SUMMARY: DEC Alpha to become Intel Alpha?

From: Eugene Chu <chu_at_musp0.Jpl.Nasa.Gov>
Date: Wed, 08 Oct 1997 12:17:31 -0700

I have quite a number of responses to this, most of which agreed with what
I felt that if the rumor is true, DEC may be selling out the farm. However,
a couple of respondents claimed that this was a false rumor, and a version
that actually makes sense from Dan Riley <dsr_at_mail.lns.cornell.edu>:

>The only version of this story that I've heard that makes any sense is
>the one reported by CNBC and the San Jose Mercury (which is a lot more
>likely to get tech stories right than the WSJ). Something like this
>also showed up on the newswires late yesterday attributed to anonymous
>sources at digital. It goes like this:
>
> - dec sells most of their fab capacity to intel
> - dec and intel cross-license their patents, settling the lawsuits
> - intel licenses the alpha chip designs and agrees to produce alphas
> for some number of years (dec has already licensed the designs to
> other fabs such as samsung)
> - intel grants dec some multi-year discounts
>
>dec retains ownership of the alpha chip architecture and continues to
>design new alphas, but gets out of the fab business--this puts them on
>the same footing as Sun and SGI. I have some doubts about the wisdom
>of this--alpha depends on bleeding edge fab to crank the clock speed,
>much more so than SPARC or MIPS--but it at least makes some sense,
>where the Wall Street Journal version made no sense at all.

There was one other response making guesses at DEC's business practices,
which on the surface may seem questionable, but may be rather shrewd.
Of course, that's just conjecture on the part of the author.

Still, one other respondent claimed that the Alpha is not the major
source of income for DEC, that its other products and services are.
Maybe, but without the Alpha, I think it will lose a big chunk of its
value.

If DEC is indeed cross licensing with Intel, I hope it doesn't end up on
the short end of the stick, as have happened to many small companies
that cross license their technology to giants.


| Exercise goal |
An image-free, word-for-word version of the records below is to be returned.

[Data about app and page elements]
# # # # # # #
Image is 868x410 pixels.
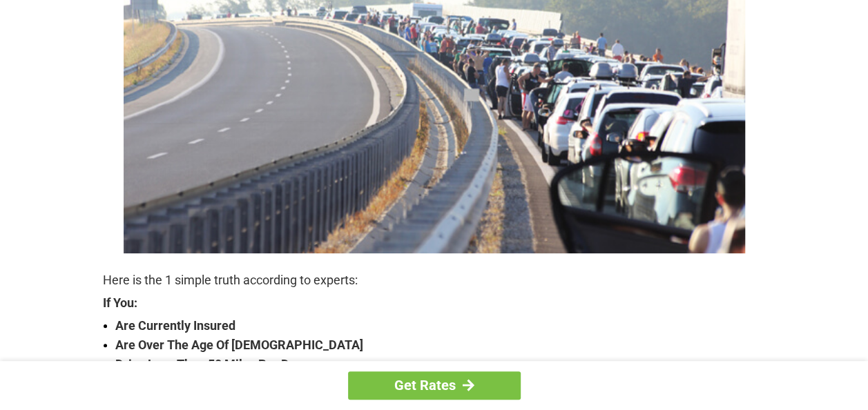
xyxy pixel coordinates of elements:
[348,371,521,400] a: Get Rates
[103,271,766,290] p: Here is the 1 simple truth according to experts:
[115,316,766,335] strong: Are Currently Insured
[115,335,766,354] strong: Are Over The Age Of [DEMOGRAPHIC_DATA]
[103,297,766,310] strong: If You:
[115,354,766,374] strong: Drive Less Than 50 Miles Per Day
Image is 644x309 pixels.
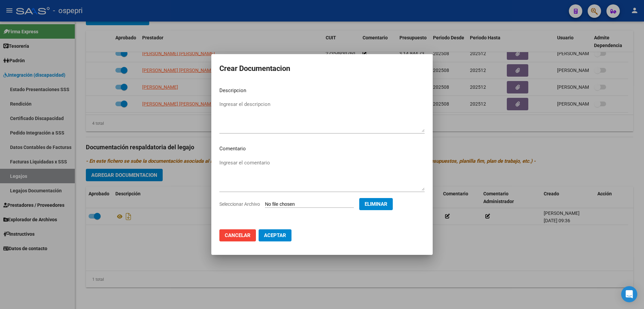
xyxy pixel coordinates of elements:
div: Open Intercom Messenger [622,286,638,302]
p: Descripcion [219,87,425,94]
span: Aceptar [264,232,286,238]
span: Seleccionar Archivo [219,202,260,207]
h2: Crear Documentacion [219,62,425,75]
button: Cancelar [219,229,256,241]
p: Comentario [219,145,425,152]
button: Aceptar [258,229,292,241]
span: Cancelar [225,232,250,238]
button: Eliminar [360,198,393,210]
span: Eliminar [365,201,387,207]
# # # # # # #
| The answer |
Image is 868x410 pixels.
xyxy pixel coordinates of elements:
[348,371,521,400] a: Get Rates
[103,271,766,290] p: Here is the 1 simple truth according to experts:
[115,316,766,335] strong: Are Currently Insured
[115,335,766,354] strong: Are Over The Age Of [DEMOGRAPHIC_DATA]
[103,297,766,310] strong: If You:
[115,354,766,374] strong: Drive Less Than 50 Miles Per Day
Image is 644x309 pixels.
xyxy pixel coordinates of elements:
div: Open Intercom Messenger [622,286,638,302]
p: Descripcion [219,87,425,94]
span: Aceptar [264,232,286,238]
span: Seleccionar Archivo [219,202,260,207]
h2: Crear Documentacion [219,62,425,75]
button: Cancelar [219,229,256,241]
p: Comentario [219,145,425,152]
button: Aceptar [258,229,292,241]
span: Cancelar [225,232,250,238]
button: Eliminar [360,198,393,210]
span: Eliminar [365,201,387,207]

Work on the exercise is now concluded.